Have you ever heard of "If-then" rewards and punishments? Well if that's the case then good for you! Get it? That was a joke in case you were wondering.

"If then" is a motivational tool. The tool tells us that "if" you do something, "then" something will happen as a result. Such as, if you clean the dishes, then you can watch TV before bed. It's a very simple concept and it can certainly be used to motivate in some situations. However, the problem is that "if then" has somehow become the major motivating strategy in society.

"If then" establishes clear rewards or punishments for action or inaction. However, it also has a tendency to create less than desirable outcomes. How so you may ask? Well, if you only do things because you know you will be either rewarded or punished, what happens where there is no reward or punishment? Aren't you simply responding to external danger or pleasure rather than to your internal calling?

"If then" also has a tendency to promote harmful behavior.
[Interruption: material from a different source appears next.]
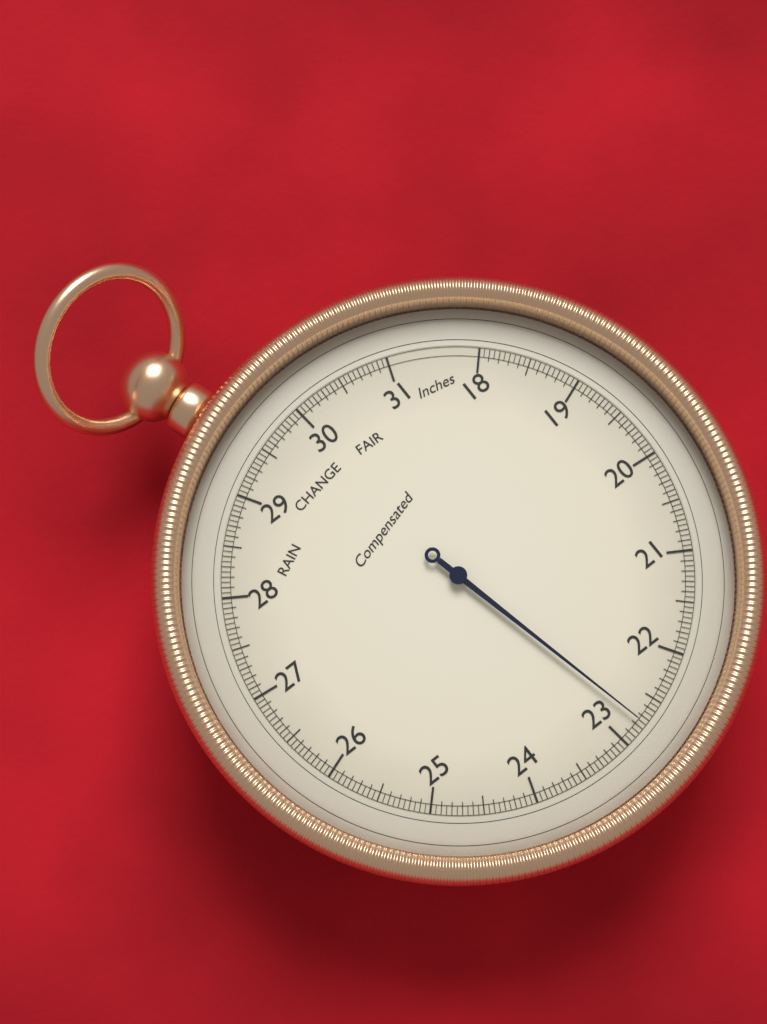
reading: 22.75 inHg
Behavior such as seeking only to achieve the objectives set out without worrying about how it will be achieved or how that may impact others (for example, you may need to cheat or lie to achieve the outcome), or taking action only based on being rewarded or punished with bigger and bigger items each time (which creates a loop of rewards or punishments that can't be sustained).
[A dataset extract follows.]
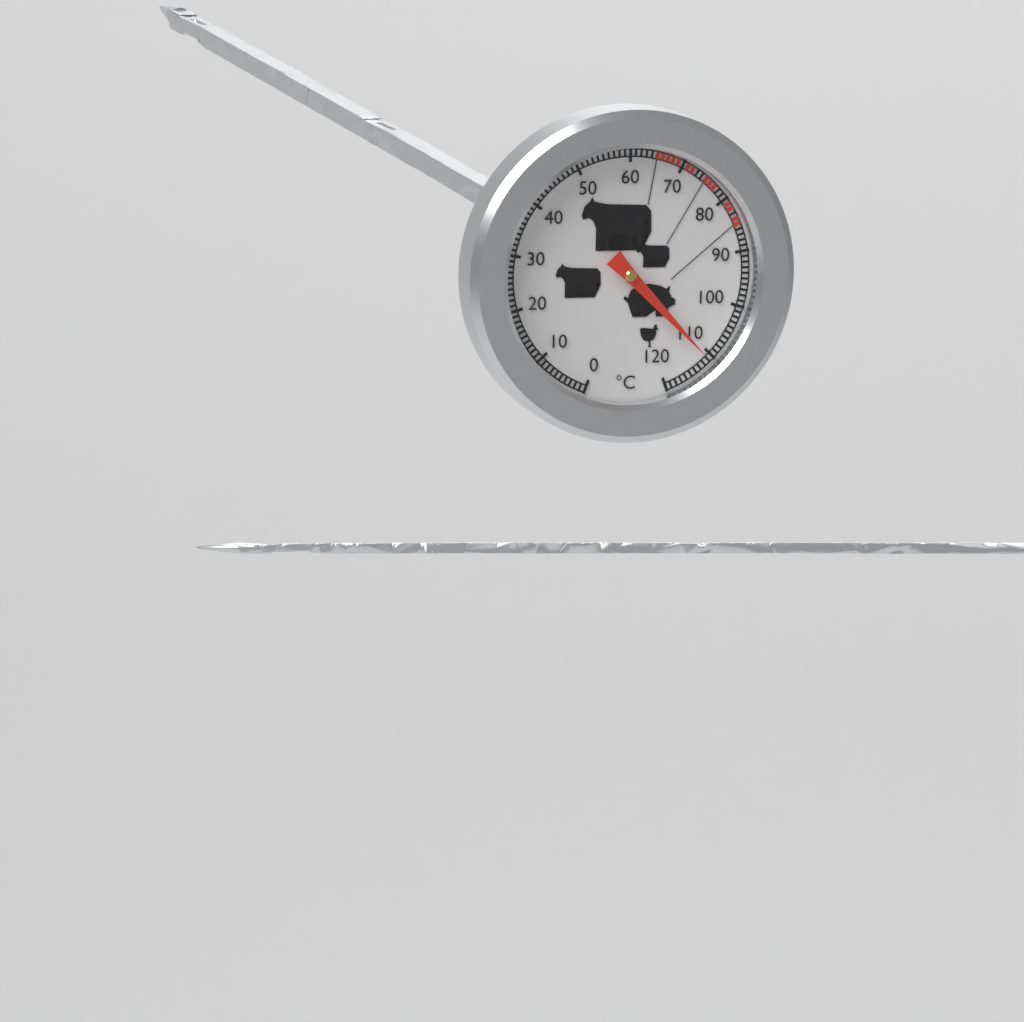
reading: 111 °C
This is not what motivation is really all about. Motivation is something that should come from within you and drives you to action based on a desire to achieve something. If someone has to reward you or punish you in order for you to do something, you are not actually motivated. Instead, you're just responding to an external stimulus (i.e. you take action in response to the belief that something good or bad may happen as a result).

Behavioural scientists Harry Harlow and Edward Deci identified the true formula for motivation. They found that the motivation formula is = Autonomy + Mastery + Purpose.

Harlow and Deci found that if you want to be high performer you need to be in an environment that promotes all three elements (or be striving to achieve it). The desire to be in charge and decide what you do and how you do it (autonomy), the desire to constantly improve our skills, abilities and knowledge (mastery), and the desire to act towards a project bigger than our own basic needs (purpose) are what gives us the feeling of true motivation. This is the environment where real motivation occurs.

These three elements are extremely important to being a motivated person and are extremely important to understand as a student. In order to become far more motivated from within, you must take control of how you spend your time, take control of how you study, take control of who you study with, discover and understand why what you are doing is meaningful to you and something you want to master (e.g. good grades, please parents, self-satisfaction, to show everyone you're awesome etc) and to actually spend time doing something that creates a positive impact in the world (you don't have to always be doing school work you know). Do that and you will have found your motivation.